Even accounting for the fact Talmanes isn't really emotional and this was his POV, you would really have to be cold as ice for a commander and his soldiers not to react more viscerally at a human level to the sheer horror of the situation. Instead people seem to have time and thought for petty matters like grimacing when a lord refer to citizens as "peasants".
The whole sequence pretty much failed to elicit any strong emotion, and considering this depicted the destruction of one of the earliest and consistantly most important location and culture of the series, I'd call that pretty much a failure on Brandon's part.
Jordan also had his flaws, but with this sequence we're far behind in thrills from what we got from RJ with Dumai's Wells or even the Battle of Malden, which for all its abruptness and its focuss on Perrin only conveyed a very good sense of the chaos of battle.
There's probably more to come (opinions are very divided if the last portion was Talmanes' death or not. I had the impression it wasn't, that he would wake up among his rescuers in a future chapter), though it won't be Mat (who we know appears for the first time in the book in chapter 11, already in Ebou Dar).

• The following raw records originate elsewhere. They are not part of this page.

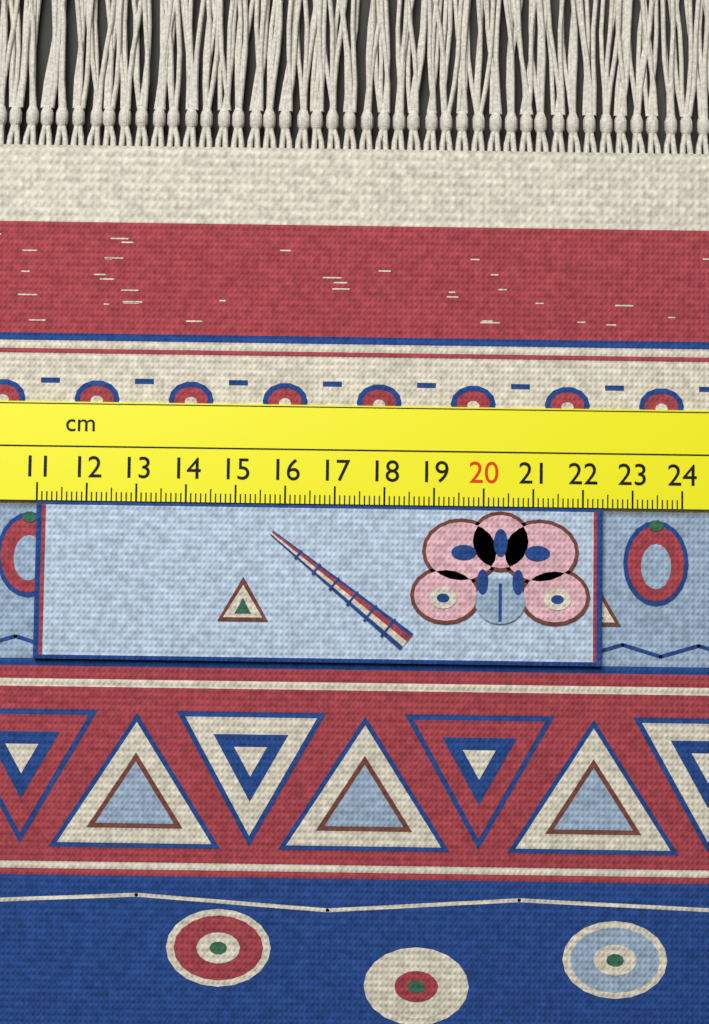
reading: 22.4 cm
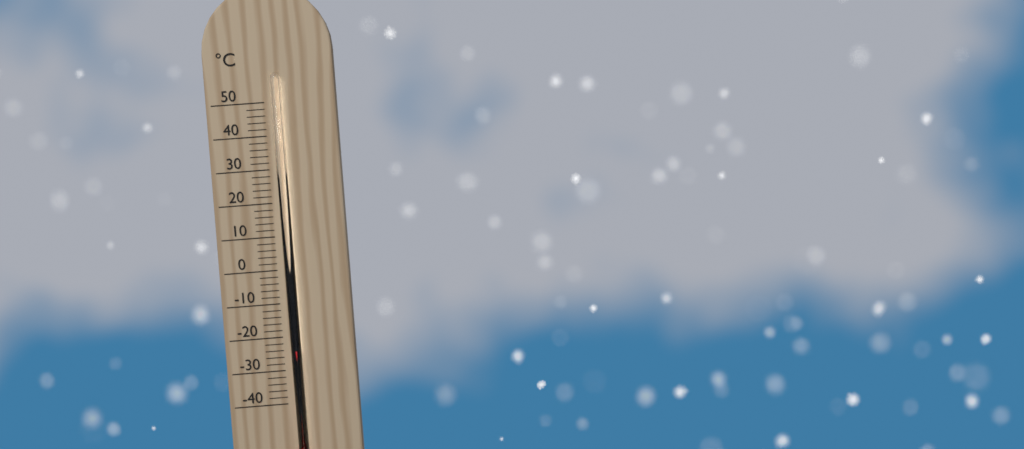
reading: -24 °C
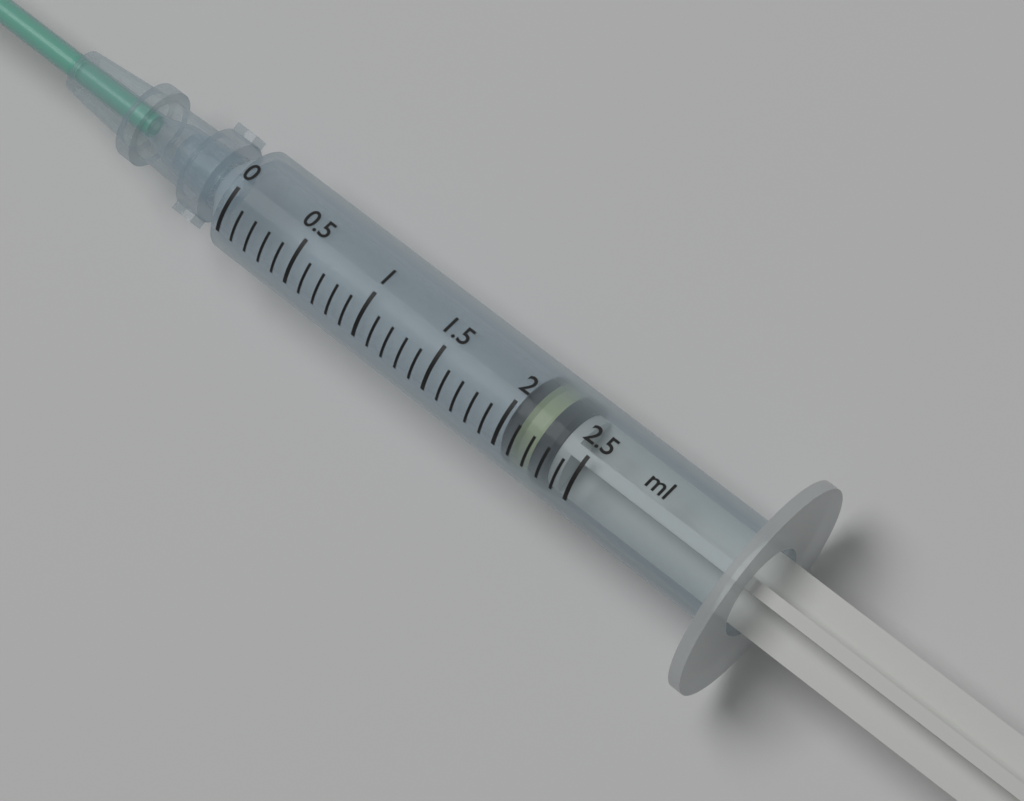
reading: 2.0 ml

For the moment there's a lot of unanswered questions, for instance where are the fairly big Aes Sedai group from the Silver Swan, and where are the even larger group of Tower envoys with Myrelle that camp outside the Black Tower with 47 sisters, a ton of warders and a contingent of Tower Guards (and they are merely four leagues south of the city, and we know the dreamspike do not extend beyond the walls as Nynaeve travelled in and out of that camp to get Lan's bond) and that couldn't possibly miss the city burning in the night! Of course with Brandon at the helm we can never be sure what happens when, though there seems to be a consensus that events at the Black Tower are taking place a substantial amount of time prior to the attack on Caemlyn while the Egeanin scenes, the Talmanes scenes and the Aviendha scenes were all taking place on the same night (meaning we have no idea if Myrelle and co are still camped outside when the battle rages in Caemlyn. Probably not, as it would be baffling they didn't Travel away to raise the alarm by now. Most likely if they are there, Taim has seen to it that they couldn't possibly leave to raise the alarm, one way or another.).